Henry J. Halstead was a Sargeant under Generals Stone, Banks, Burnside and Butler. George L. Fiske was an orderly to General Warren. At Fair Oaks George S. Joyce was promoted to be an orderly and at Gettysburg he became a first Lieutenant. Frank G. Bolles served in the war as a Second Lieutenant.
Another soldier from Unadilla was Charles C. Siver after whom the Grand Army Post was named. Mr. Siver became a prominent business man in Unadilla as the partner of Thomas G. North. He died all too soon. His father was David Siver who long survived him, dying in May, 1890, after having lived here since 1860. He was held in much esteem. He had come from Montgomery County and settled in Sidney about 1845, where at one time he was a merchant and at another a farmer. Other sons besides Charles came with him to Unadilla and their industry contributed notably to the welfare of the village.
[122] In politics he was a Democrat. Before the war he was supervisor of the town and was a delegate afterwards to a State Convention at Rochester which nominated a governor and other officers. He was in sympathy with the public measures of Samuel J. Tilden and had some correspondence with him. With Salmon G. Cone and Martin B. Luther he afterwards supported in this region the Labor and Greenback parties and in 1883 was the candidate of those organizations for Comptroller on the State ticket.
[123] This store had been started a few years earlier by Charles N. Hughston. Before that the nearest approach to a drug store in the village probably existed in the building which was so long occupied by the Post Office. At that time it was Dr. Halsey’s office. On one side of the room was shelving filled with a supply of necessary drugs, and with a counter and drawers. The partnership of 1865 was with Chauncey Slade and continued until January, 1871. Mr. Slade during this period had been postmaster. He now removed to Adams, Jefferson County, but his health failed rapidly and he died in Binghamton in 1872.

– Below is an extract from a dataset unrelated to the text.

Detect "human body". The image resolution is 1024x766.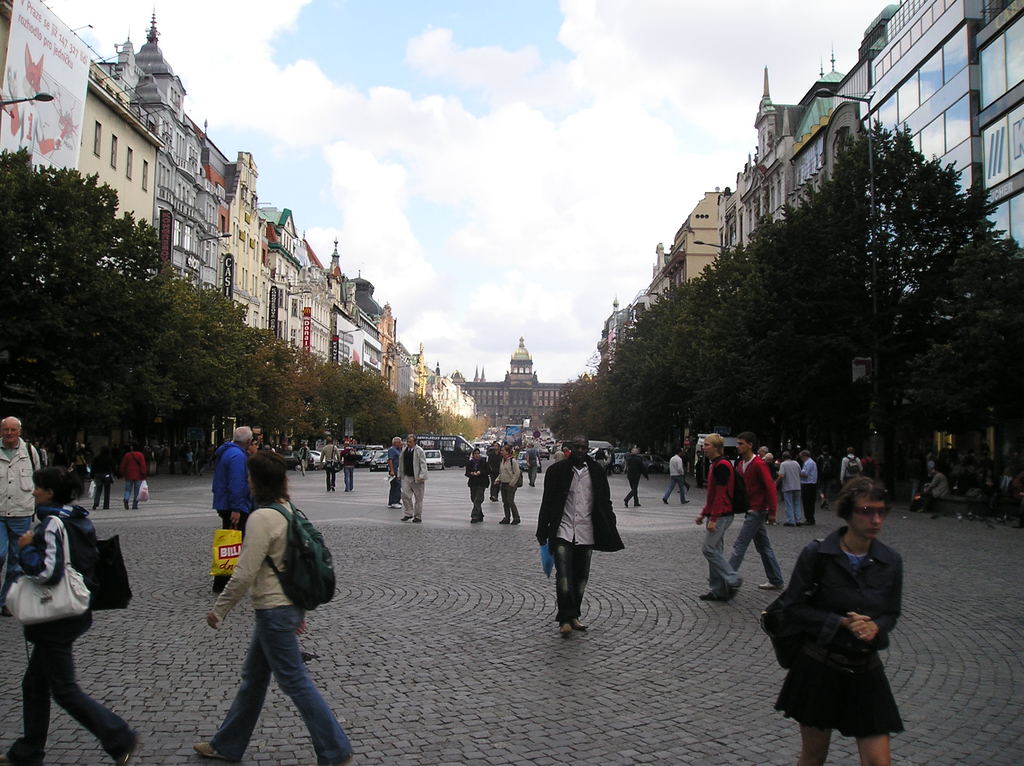
bbox(0, 435, 41, 610).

[124] John B. Weller was a member of Congress from Ohio from 1839 to 1845; became Lieutenant Colonel of an Ohio regiment in the Mexican war and succeeded to its command on the death of its Colonel at Monterey. When Dr. Halsey met him he had been recently appointed commissioner to Mexico under the treaty of Guadaloupe Hidalgo. He afterwards became a citizen of California and in 1851 was elected United States Senator. Subsequently he was elected Governor of California and in 1860 was appointed United States Minister to Mexico. He died in New Orleans in 1875.
[125] Mazatlan lies at the entrance to the Gulf of California and had a population in 1891 of 12,700. Many of the houses are built in the old Castilian style. Mazatlan has lost something of its importance in late years since the Pacific railroads were built. Important silver mines exist near the place. In 1873 they were valued at $2,000,000.